You need to measure retrieval quality independently of generation quality. Build an eval suite with:

  • Retrieval precision: For each test query, does the correct document appear in the top-k retrieved?
  • Retrieval recall: Are all relevant documents retrieved?
  • Answer accuracy: Does the final answer match the ground truth?
def evaluate_retrieval(
    test_cases: list[dict],  # [{query, expected_doc_ids, expected_answer}]
    retriever,
) -> dict:
    precision_scores = []
    for case in test_cases:
        retrieved = retriever.retrieve(case["query"], k=5)
        retrieved_ids = {doc.metadata["id"] for doc in retrieved}
        expected_ids = set(case["expected_doc_ids"])
        precision = len(retrieved_ids & expected_ids) / len(retrieved_ids)
        precision_scores.append(precision)
    return {"retrieval_precision@5": sum(precision_scores) / len(precision_scores)}

Run this on every PR. A drop in retrieval precision from 0.78 to 0.61 is a significant regression — catch it before it reaches users.


Cost controls

RAG systems can be expensive because every query does at minimum: 1 embedding call + vector search + 1 LLM call. At scale:

Cache embeddings aggressively: Query embeddings are cheap to compute but adding a cache for repeated queries eliminates the LLM call entirely.

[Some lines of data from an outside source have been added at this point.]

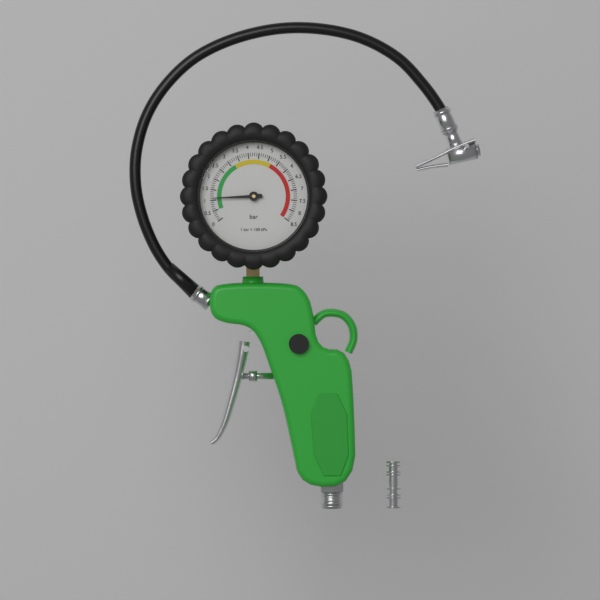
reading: 1.1 bar
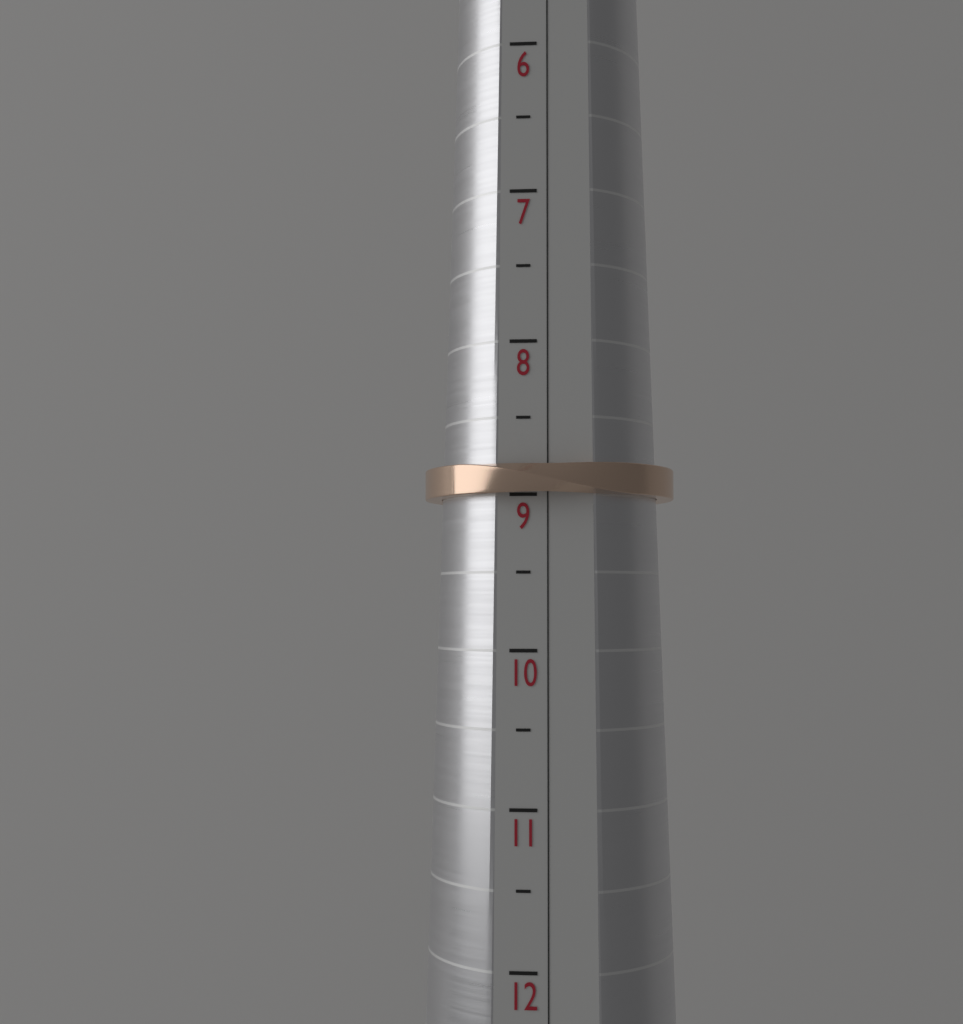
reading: 9.0 (no unit)
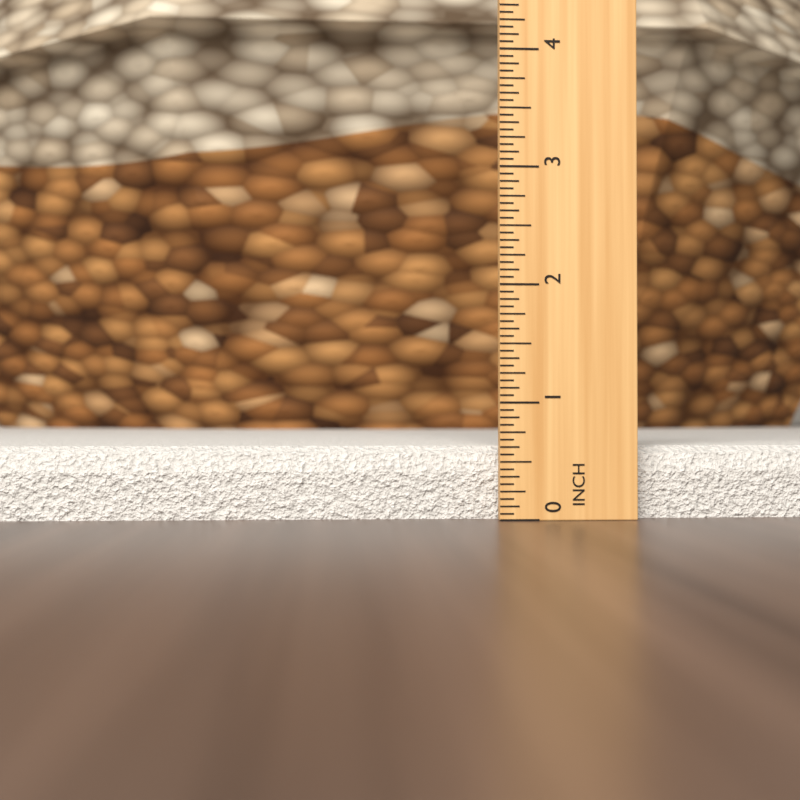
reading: 0.6250 in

Cache LLM responses: For deterministic queries (same query → same documents → same answer), a Redis cache keyed on hash(query + context_hash) eliminates the most expensive part.

Route by complexity: Use a cheap model (GPT-4o mini, Claude Haiku) for simple factual lookups. Reserve expensive models for complex reasoning. A classifier that routes queries adds one cheap inference call but saves money on 60–70% of requests.

Set hard context limits: Never send more than N tokens of context regardless of what retrieval returns. If retrieval returns 10 chunks and you only need 5, the reranker decides which 5.


The production checklist

Before shipping a RAG system:

  1. ☐ Hierarchical chunking (not fixed-size)
  2. ☐ Hybrid retrieval (dense + sparse)
  3. ☐ Reranker on retrieved candidates
  4. ☐ Structured metadata on all chunks
  5. ☐ Query transformation for short/ambiguous queries
  6. ☐ Confidence scoring with explicit low-confidence handling
  7. ☐ Eval harness with 100+ hand-labelled test cases
  8. ☐ Response caching (Redis or equivalent)
  9. ☐ Per-user cost limits
  10. ☐ Distributed tracing on every retrieval + LLM call

A prototype that hits 7/10 of these is ready for a beta. All 10 before public launch.


Building a RAG system that needs to be production-hardened? We specialise in taking AI prototypes to production — evals, guardrails, observability, and cost controls included.